Audio: Norm Dicks on Afghanistan, Iraq, Libya, Stimulus, Anthony Weiner

I recorded the conversation with U.S. Rep. Norm Dicks, D-Belfair, for the Sunday story on his position on U.S. efforts in Afghanistan. He is among Democrats and a few Republicans calling for a quicker withdrawal of U.S. troops.

I also asked him about Libya, Iraq and whether Anthony Weiner should resign. I cut about a minute and a half from the recording, but it’s still a bit more than 19 minutes long.

Norm Dicks on Afghanistan

Considering our nuclear future

If you wonder whether what is happening at Fukushima in Japan is having an impact on the future of nuclear power, it is, at least in terms of how people are talking about nuclear power.

I just found a story that highlights the hurdles nuclear energy was having anyway. Surprisingly, most of its problems are not political. They may be a question of economics.

That’s why some outside experts have long thought the nuclear renaissance was overblown, even before Fukushima. In a 2007 report for the Council on Foreign Relations, Charles Ferguson noted that all of the 104 reactors currently operating in the United States will likely need to be decommissioned by mid-century. Replacing those reactors (so simply preserving the status quo) would mean building a new reactor every four or five months for 50 years—already a “daunting” pace.

The New Republic has the goods on a nuclear future, written by Bradford Plummer.

Keep your eyes on Tiananmen Square

If all this government-overthrowing going on in Africa has had you wondering how it all might be playing in China, William J. Dobson writes in the New Republic of one experience he had there recently after he got to his hotel room in Beijing.

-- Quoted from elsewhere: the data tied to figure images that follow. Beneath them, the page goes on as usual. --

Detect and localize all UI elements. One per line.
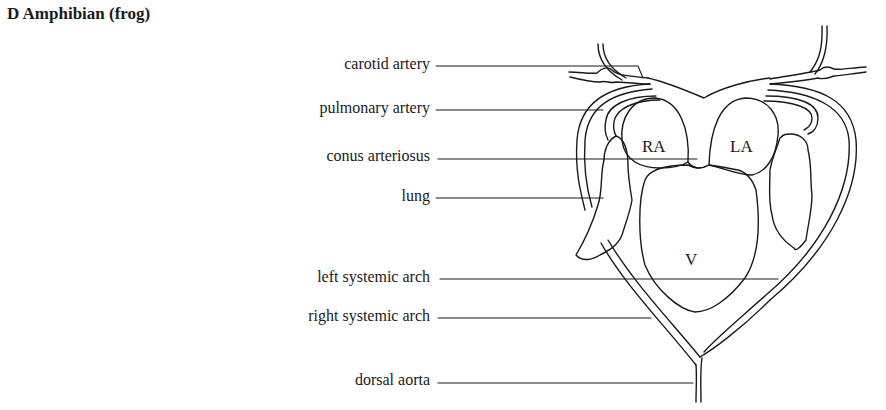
right-atrium bbox=[622, 98, 688, 168]
right-systemic-arch-vessel bbox=[577, 84, 700, 365]
label-la: LA bbox=[730, 137, 753, 156]
pulmonary-artery-left bbox=[605, 96, 660, 140]
dorsal-aorta-vessel bbox=[696, 358, 702, 402]
lung-right bbox=[770, 134, 813, 250]
pulmonary-artery-right bbox=[764, 96, 818, 134]
leader-lines bbox=[436, 66, 778, 383]
label-v: V bbox=[685, 250, 698, 269]
frog-heart-diagram: RA LA V bbox=[0, 0, 886, 410]
ventricle bbox=[640, 165, 759, 312]
truncus-outline bbox=[648, 78, 770, 98]
label-ra: RA bbox=[642, 137, 666, 156]
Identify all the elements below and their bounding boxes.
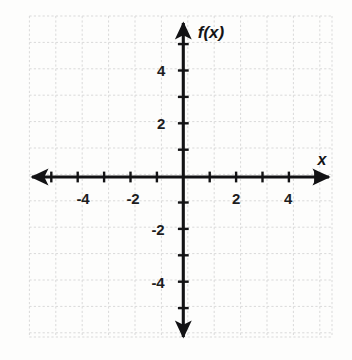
y-tick-label-pos-2: 2 xyxy=(157,115,165,132)
x-tick-label-neg-4: -4 xyxy=(77,190,90,207)
x-tick-label-neg-2: -2 xyxy=(127,190,140,207)
y-tick-label-neg-2: -2 xyxy=(152,221,165,238)
graph-canvas xyxy=(0,0,352,360)
x-tick-label-pos-2: 2 xyxy=(232,190,240,207)
coordinate-plane-figure: f(x) x -4 -2 2 4 4 2 -2 -4 xyxy=(0,0,352,360)
x-axis-label: x xyxy=(318,151,327,169)
y-axis xyxy=(178,23,189,337)
x-tick-label-pos-4: 4 xyxy=(284,190,292,207)
y-tick-label-pos-4: 4 xyxy=(157,62,165,79)
y-tick-label-neg-4: -4 xyxy=(152,274,165,291)
x-axis xyxy=(32,172,329,183)
y-axis-label: f(x) xyxy=(198,23,224,43)
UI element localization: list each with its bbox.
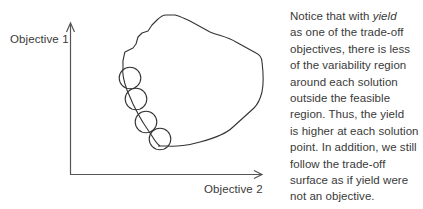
caption-line: surface as if yield were [290,172,423,188]
variability-circle [135,111,157,133]
caption-line: objectives, there is less [290,41,423,57]
caption-text: Notice that with yield as one of the tra… [290,8,423,205]
caption-line: outside the feasible [290,90,423,106]
variability-circle [125,88,147,110]
caption-emphasis: yield [373,10,397,22]
y-axis [67,23,75,174]
caption-line: as one of the trade-off [290,24,423,40]
caption-line: not an objective. [290,188,423,204]
caption-line: follow the trade-off [290,156,423,172]
x-axis-label: Objective 2 [204,183,263,195]
variability-circle [119,67,141,89]
caption-line: Notice that with yield [290,8,423,24]
y-axis-label: Objective 1 [10,33,69,45]
variability-circle [149,128,171,150]
caption-line: point. In addition, we still [290,139,423,155]
tradeoff-diagram: Objective 1 Objective 2 Notice that with… [0,0,423,209]
variability-circles [119,67,171,150]
feasible-region [123,15,263,146]
caption-line: around each solution [290,74,423,90]
caption-line: region. Thus, the yield [290,106,423,122]
caption-line: of the variability region [290,57,423,73]
caption-line: is higher at each solution [290,123,423,139]
x-axis [70,171,262,179]
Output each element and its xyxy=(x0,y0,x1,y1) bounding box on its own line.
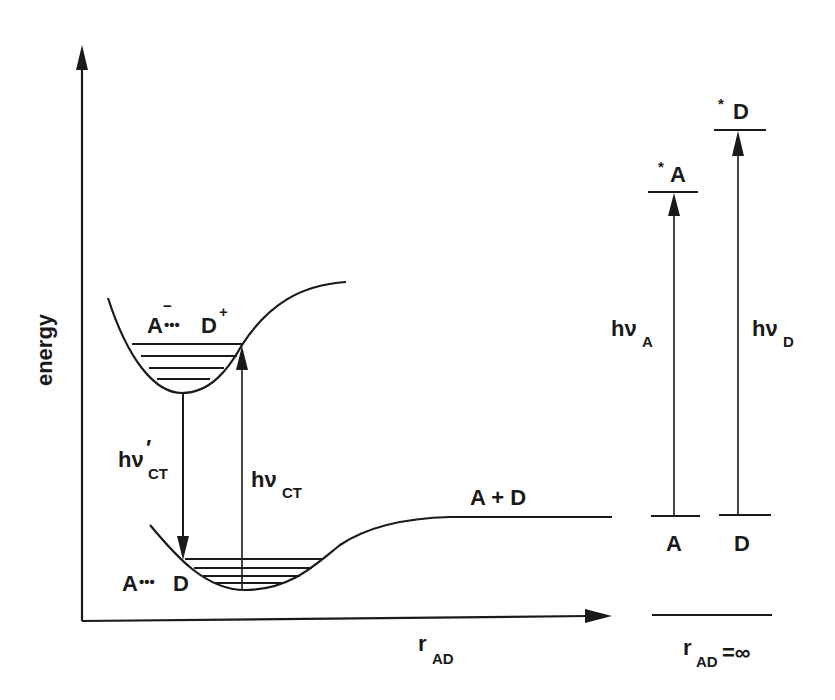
energy-diagram: energy r AD r AD =∞ A − ••• D + A ••• D … xyxy=(0,0,835,700)
svg-text:CT: CT xyxy=(148,465,168,482)
ct-emission-arrow xyxy=(177,394,189,560)
svg-text:CT: CT xyxy=(282,484,302,501)
svg-text:hν: hν xyxy=(752,316,778,341)
svg-text:A: A xyxy=(147,313,163,338)
ground-level-a: A xyxy=(651,516,700,556)
svg-text:D: D xyxy=(201,313,217,338)
svg-text:hν: hν xyxy=(118,447,144,472)
svg-text:•••: ••• xyxy=(164,316,180,333)
upper-potential-curve xyxy=(108,282,346,393)
svg-text:D: D xyxy=(733,99,749,124)
svg-text:•••: ••• xyxy=(139,573,155,590)
svg-text:+: + xyxy=(219,303,228,320)
lower-potential-curve xyxy=(150,517,612,590)
x-axis xyxy=(82,609,612,623)
ct-emission-label: hν ′ CT xyxy=(118,435,168,482)
excited-level-a: * A xyxy=(648,158,698,192)
upper-vibrational-levels xyxy=(132,344,242,379)
svg-text:D: D xyxy=(734,531,750,556)
infinity-label: r AD =∞ xyxy=(683,635,751,670)
excitation-d-label: hν D xyxy=(752,316,794,350)
ct-absorption-arrow xyxy=(236,346,248,590)
svg-text:*: * xyxy=(718,95,724,112)
excited-level-d: * D xyxy=(714,95,766,130)
svg-text:hν: hν xyxy=(251,467,277,492)
x-axis-label: r AD xyxy=(418,631,454,667)
x-axis-arrowhead-icon xyxy=(585,609,612,623)
svg-text:A: A xyxy=(642,333,653,350)
upper-state-label: A − ••• D + xyxy=(147,297,228,338)
svg-text:r: r xyxy=(683,635,692,660)
excitation-a-label: hν A xyxy=(611,316,653,350)
y-axis-arrowhead-icon xyxy=(76,45,88,70)
svg-text:=∞: =∞ xyxy=(722,640,751,665)
y-axis xyxy=(76,45,88,621)
svg-text:A: A xyxy=(666,531,682,556)
svg-text:A: A xyxy=(670,162,686,187)
ground-level-d: D xyxy=(719,515,771,556)
svg-text:D: D xyxy=(783,333,794,350)
y-axis-label: energy xyxy=(32,313,57,386)
lower-state-label: A ••• D xyxy=(122,571,189,596)
svg-text:−: − xyxy=(163,297,172,314)
asymptote-label: A + D xyxy=(470,485,526,510)
svg-text:A: A xyxy=(122,571,138,596)
svg-text:*: * xyxy=(658,158,664,175)
svg-text:AD: AD xyxy=(432,650,454,667)
ct-absorption-label: hν CT xyxy=(251,467,302,501)
svg-text:r: r xyxy=(418,631,427,656)
svg-text:D: D xyxy=(173,571,189,596)
svg-text:AD: AD xyxy=(696,653,718,670)
excitation-a-arrow xyxy=(668,193,680,516)
svg-text:′: ′ xyxy=(146,435,151,460)
excitation-d-arrow xyxy=(732,131,744,515)
svg-text:hν: hν xyxy=(611,316,637,341)
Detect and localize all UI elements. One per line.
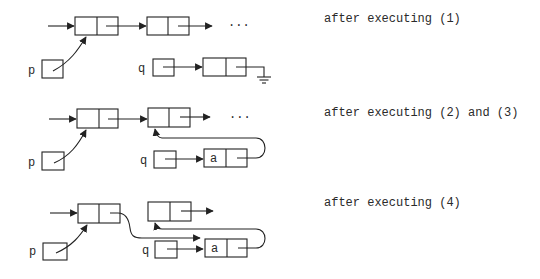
linked-list-diagram: ··· p q ··· p — [0, 0, 540, 279]
state-1: ··· p q — [28, 17, 271, 83]
caption-step-4: after executing (4) — [324, 196, 461, 210]
pointer-label-p: p — [28, 156, 35, 170]
state-2: ··· p q a — [28, 108, 265, 170]
caption-step-1: after executing (1) — [324, 12, 461, 26]
node-value-a: a — [211, 242, 218, 256]
caption-step-2-3: after executing (2) and (3) — [324, 106, 518, 120]
pointer-label-p: p — [28, 64, 35, 78]
pointer-label-p: p — [29, 245, 36, 259]
node-value-a: a — [210, 152, 217, 166]
pointer-label-q: q — [142, 244, 149, 258]
pointer-label-q: q — [140, 154, 147, 168]
pointer-box-p — [42, 152, 64, 170]
pointer-box-p — [42, 60, 63, 78]
state-3: p q a — [29, 202, 265, 260]
ellipsis: ··· — [229, 111, 251, 125]
ellipsis: ··· — [228, 19, 250, 33]
pointer-label-q: q — [138, 62, 145, 76]
pointer-box-p — [43, 243, 67, 260]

“Listening to CNN as I unpacked my suitcase, the anchor interviewed an analyst on the deteriorating situation in Libya. As soon as the anchor asked how Beijing might be viewing events, my television went dark. Roughly 60 seconds later, the TV screen came back, just in time for the anchor to thank the guest for his analysis.”

Stop whatever it is you’re doing right now and read the rest of this piece if you want to feel like you have a heads up on the news of the future.

I think China is on notice.

Writer says Bush’s interpretation was correct; No judgment on the method he used

From an editorial in the New York Times:

President George W. Bush’s decision to build democracy in Iraq seemed so lame to many people because it appeared, at best, to be another example of American idealism run amok — the forceful implantation of a complex Western idea into infertile authoritarian soil. But Mr. Bush, whose faith in self-government mirrors that of a frontiersman in Tocqueville’s “Democracy in America,” saw truths that more worldly men missed: the idea of democracy had become a potent force among Muslims, and authoritarianism had become the midwife to Islamic extremism.

Whether this means a war was the right way to support Iraqis in gaining freedom from Sadam Hussein is still open for your debate, and the author does not address that. This really is not a piece about Bush.

What it is about is the notion that people in Islamic countries are more favorable toward democracy than we might realize, and that could lessen some of our concerns about what happens in Egypt once Mubarak leaves.

The piece is also interesting in that it points out that the people we thought were the “liberals” in many of these nations were only liberal enough to not anger the rulers. The author calls them “court liberals.” The real liberals were out there, in exile or in jail, writing in Persian language, which you and I were not reading.

This is an alternative take on what our hopes and expectations could be in the Middle East.